Re: FDW: possible resjunk columns in AddForeignUpdateTargets - Mailing list pgsql-hackers

From Albe Laurenz
Subject Re: FDW: possible resjunk columns in AddForeignUpdateTargets
Date
Msg-id A737B7A37273E048B164557ADEF4A58B17C70CC9@ntex2010a.host.magwien.gv.at
Whole thread Raw
In response to Re: FDW: possible resjunk columns in AddForeignUpdateTargets  (Ian Lawrence Barwick <barwick@gmail.com>)
Responses Re: FDW: possible resjunk columns in AddForeignUpdateTargets
List pgsql-hackers
Ian Lawrence Barwick wrote:
> 2013/11/8 Tom Lane <tgl@sss.pgh.pa.us>:
>> [ thinks for awhile... ]  Hm.  In principle you can put any expression
>> you want into the tlist during AddForeignUpdateTargets.  However, if it's
>> not a Var then the planner won't understand that it's something that needs
>> to be supplied by the table scan, so things won't work right in any but
>> the most trivial cases (maybe not even then :-().
>>
>> What I'd try is creating a Var that has the attno of ctid
>> (ie, SelfItemPointerAttributeNumber) but the datatype you want, ie bytea.
>> This won't match what the catalogs say your table's ctid is, but I think
>> that nothing will care much about that.
> 
> Apologies for reinvigorating this thread, but I'm running into a similar wall
> myself and would like to clarify if this approach will work at all.
> 
> My foreign data source is returning a fixed-length string as a unique row
> identifier; in AddForeignUpdateTargets() I can create a Var like this:
> 
>   var = makeVar(parsetree->resultRelation,
>    SelfItemPointerAttributeNumber,
>    BPCHAROID,
>    32,
>    InvalidOid,
>    0);
> 
> but is it possible to store something other than a TIDOID here, and if so how?

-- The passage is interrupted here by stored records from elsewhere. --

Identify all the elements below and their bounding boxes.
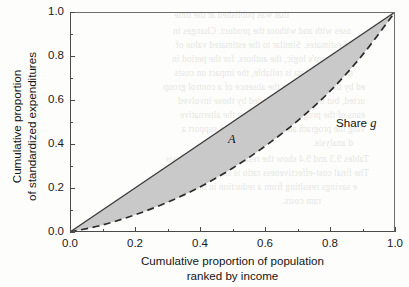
y-tick-major xyxy=(70,100,75,101)
x-tick-label: 0.6 xyxy=(245,237,285,249)
x-tick-minor xyxy=(298,229,299,232)
area-label-A: A xyxy=(228,132,236,147)
y-tick-major xyxy=(70,56,75,57)
y-tick-major xyxy=(70,188,75,189)
x-tick-label: 0.2 xyxy=(115,237,155,249)
x-tick-major xyxy=(265,227,266,232)
x-tick-label: 1.0 xyxy=(375,237,409,249)
x-tick-label: 0.8 xyxy=(310,237,350,249)
y-tick-minor xyxy=(70,122,73,123)
x-tick-minor xyxy=(233,229,234,232)
x-axis-title-line1: Cumulative proportion of population xyxy=(70,254,395,269)
share-g-label: Share g xyxy=(336,116,376,131)
y-tick-major xyxy=(70,232,75,233)
y-tick-minor xyxy=(70,34,73,35)
x-tick-minor xyxy=(363,229,364,232)
share-g-label-italic: g xyxy=(370,116,376,130)
y-tick-major xyxy=(70,12,75,13)
y-tick-minor xyxy=(70,210,73,211)
x-tick-minor xyxy=(103,229,104,232)
x-tick-label: 0.4 xyxy=(180,237,220,249)
y-tick-major xyxy=(70,144,75,145)
y-axis-title-line1: Cumulative proportion xyxy=(10,7,25,247)
x-tick-minor xyxy=(168,229,169,232)
x-axis-title: Cumulative proportion of population rank… xyxy=(70,254,395,283)
x-tick-major xyxy=(330,227,331,232)
y-axis-title-line2: of standardized expenditures xyxy=(24,7,39,247)
x-tick-major xyxy=(200,227,201,232)
x-tick-major xyxy=(135,227,136,232)
x-axis-title-line2: ranked by income xyxy=(70,269,395,284)
share-g-label-text: Share xyxy=(336,116,370,129)
y-tick-minor xyxy=(70,78,73,79)
x-tick-major xyxy=(395,227,396,232)
y-axis-title: Cumulative proportion of standardized ex… xyxy=(10,7,39,247)
lorenz-curve-figure: that was published at the time nses with… xyxy=(0,0,409,287)
x-tick-label: 0.0 xyxy=(50,237,90,249)
y-tick-minor xyxy=(70,166,73,167)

Subsequent analysis showed that this won't work as you have
no way to populate such a resjunk column.
resjunk columns seem to get filled with the values from the
column of the same name, so currently there is no way to invent
your own column, fill it and pass it on.

See thread 8b848b463a71b7a905bc5ef18b95528e.squirrel@sq.gransy.com

What I ended up doing is introduce a column option that identifies
a primary key column.  I add a resjunk entry for each of those and
use them to identify the correct row during an UPDATE or DELETE.

That only works for foreign data sources that have a concept of
a primary key, but maybe you can do something similar.